Looking Into Space
By Don Campbell
PALAU, Aug. 25 -- It's dark at the bottom of the sea. Beyond the wedge of light radiating from the robotic submarine's pair of 250-watt floodlights the ocean floor is invisible; you could pass six feet from a warship and never see a trace.
That's the intriguing possibility that will send us back out to the search site in a few days. For now, weather and technical malfunctions have sent us to the Palau archipelago for repairs and a few days' rest.
But before retreating, we finally got a glimpse of the ocean floor in the vicinity of where we think the USS Indianapolis rests.
August 24
Within the arc illuminated by the remotely operated vehicle's headlights the undersea world looks like a snowy night on the surface of the moon. A chalk-white blanket of dust covers the ocean floor. A flurry of white specks plankton or dust drift constantly past the lens. From time to time, the rover's thrusters kick up a billowing, milky cloud of dust. It's hard not to imagine shipwrecks in every shadow. But for now they are just shadows.
Watching from the soundproofed, dimly lit ROV control van aboard the search ship, you almost forget where you are; you almost feel that you are there two miles below sea level stalking the bottom of the ocean for the remains of Indianapolis. Steve Saint Amour sits at the ROV control panel, hands on the joystick, eyes on a monitor displaying a view from the deep and critical data: compass orientation, attitude to horizontal, depth and distance from the bottom. Flying the rover is like playing a video game a million-dollar video game.
Expedition leader Curt Newport has plotted the search pattern to zero in on the prime target, number 1071: a long, narrow formation on the bottom that echoed with the density of metal, not rock, in a preliminary sonar search several months ago. Without operational sonar today, however, the ROV team can't pick out landmarks to orient themselves on the ocean floor. And while Global Positioning System signals pinpoint the ship's surface position, with the rover dangling at the end of more than two miles of cable there is no way to know exactly where the vehicle is in relation to the target.
"Okay, we should be about 200 meters away from the predicted target," the navigator's voice rings through the intercom into the video-monitoring room.
"Two hundred meters. That's about the length of the ship," says Paul Murphy, one of four survivors from USS Indianapolis aboard the search vessel Sea Eagle. For the last hour he and his crew mates have stared at the bank of monitors, hypnotized by the indistinct image beamed up from the deep.
"It's like looking into space," comments Mike Kuryla. But Mike and his buddies aren't merely looking into space; they're trying to see through time.
"Look, a rock!" calls out L.D. Cox in his Texas drawl.
"Whoa! What the heck! What's that?" An apparition like a glowing, red Halloween mask drifts by. But it's not a ghost, just one of the weird deep-sea creatures occasionally caught in the ROV's headlights.

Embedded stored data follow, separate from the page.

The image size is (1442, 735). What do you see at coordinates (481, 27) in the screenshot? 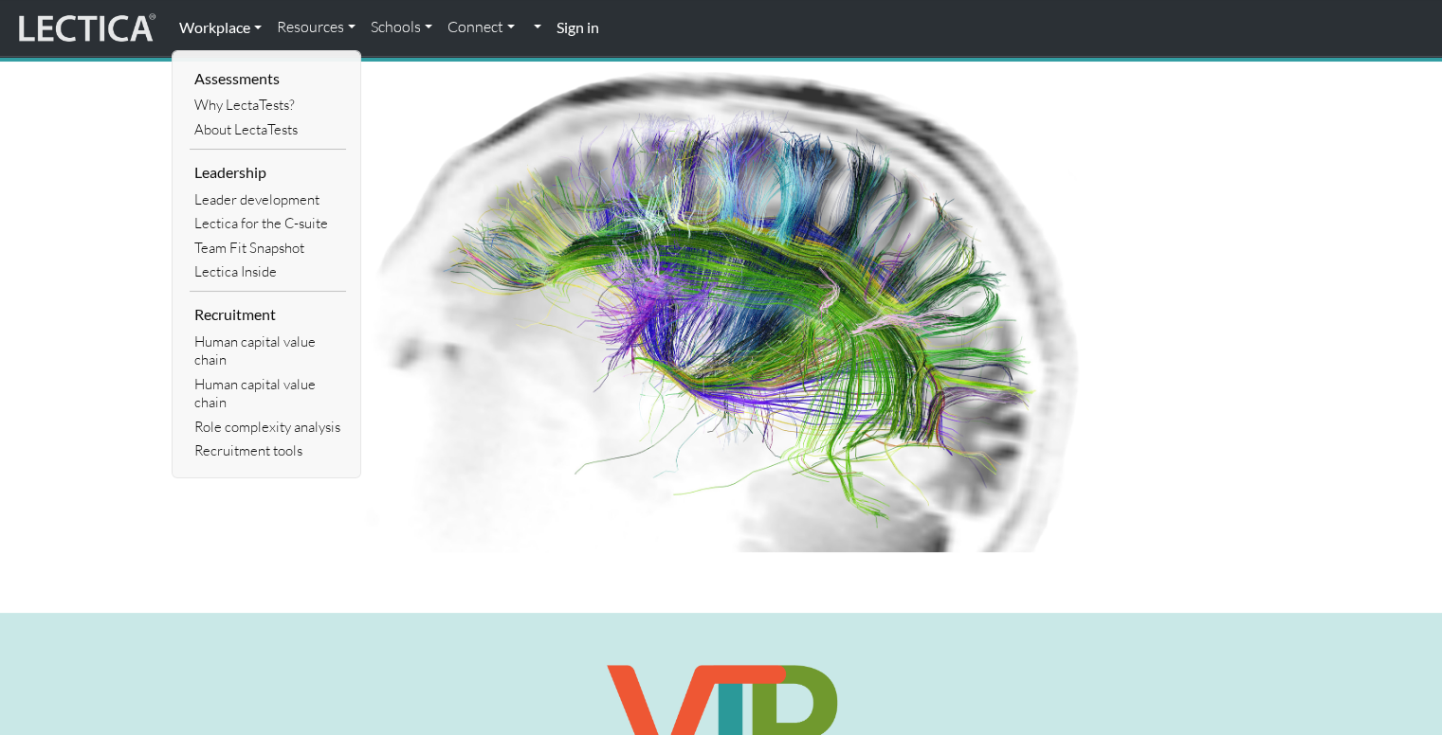
I see `a: Connect` at bounding box center [481, 27].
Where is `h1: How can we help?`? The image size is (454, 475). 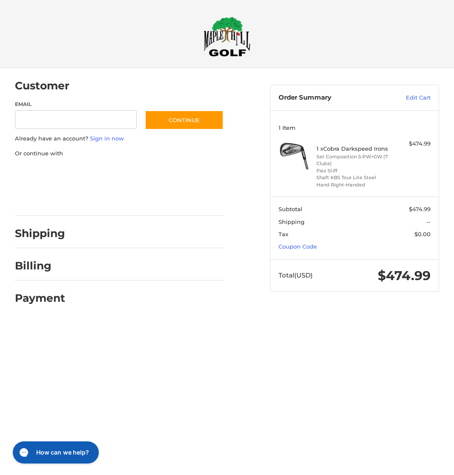
h1: How can we help? is located at coordinates (54, 14).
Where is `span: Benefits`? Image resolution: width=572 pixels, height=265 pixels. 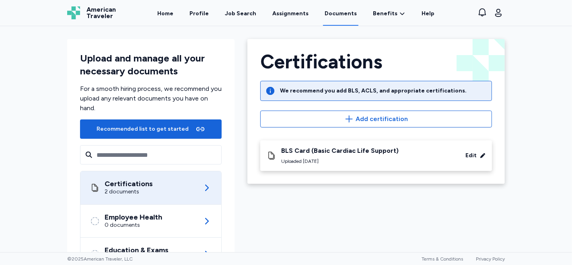 span: Benefits is located at coordinates (385, 14).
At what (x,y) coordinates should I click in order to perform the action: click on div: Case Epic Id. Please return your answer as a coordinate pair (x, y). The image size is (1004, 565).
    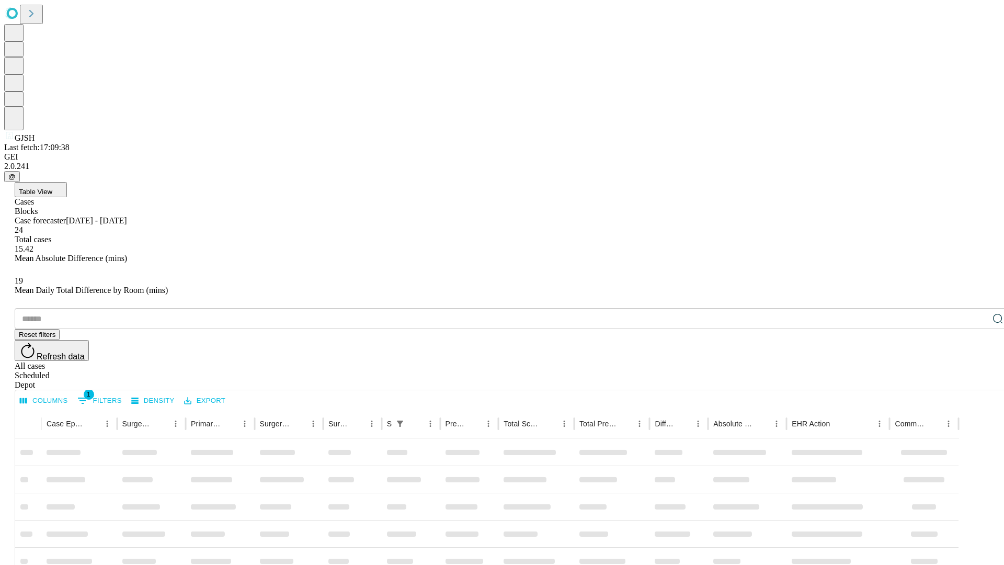
    Looking at the image, I should click on (65, 424).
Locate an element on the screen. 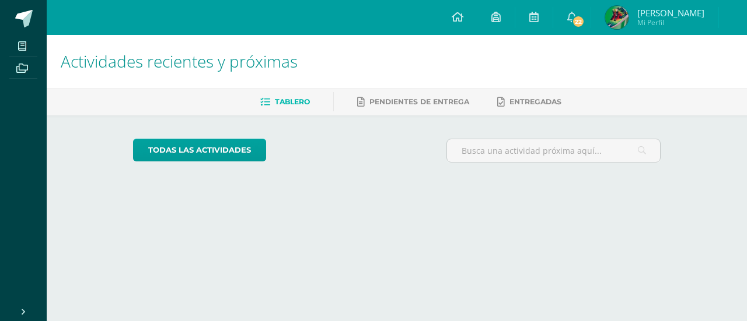 This screenshot has height=321, width=747. a: todas las Actividades is located at coordinates (199, 150).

"C'mon lady, show yourself," pleads Woody James, the fourth member of the group. But tonight, Indy refuses to respond to prayers. At 4:30 in the morning, after three frustrating hours scouring the bottom, Curt and Steve decide to recover the vehicle and fix the sonar.
Video: Veteran Cleatus LeBow tells his story of survival.
George Loy, navigator for the noon-to-midnight shift, puts the situation in perspective: "Without that sonar, it's like looking at the bottom through a paper-towel tube."
Several hours later the ROV is back on the deck after another dive, again without sonar or results. The good news is that the electronics techs have at last tracked down and repaired an elusive wiring fault. Of course, there's bad news as well (at sea there's always bad news looming). A tropical storm is sweeping slowly north from Palau. The seas are already choppy. The math doesn't add up to another dive. With supplies running low and nagging doubts about the readiness of the ROV, Curt and Steve decide to call back to the States for spare parts and reinforcements and head for the nearest port to meet them.
In the lull between the last dives, survivor Mike Kuryla stole a private moment with the ROV. He laid his hands on the vehicle and prayed to find the ship. "I was thinking that maybe some of the guys that are still down there, down with the ship, don't want us to come down," Mike says. "I just want them to know how much it means to all of us who are still here to see her again. I just had to ask them to let us come down."
Twenty-four hours later Sea Eagle is crashing through 12-foot seas, racing through the edge of a typhoon en route to Palau. Luck and the weather have driven us off-site. But nobody's giving up.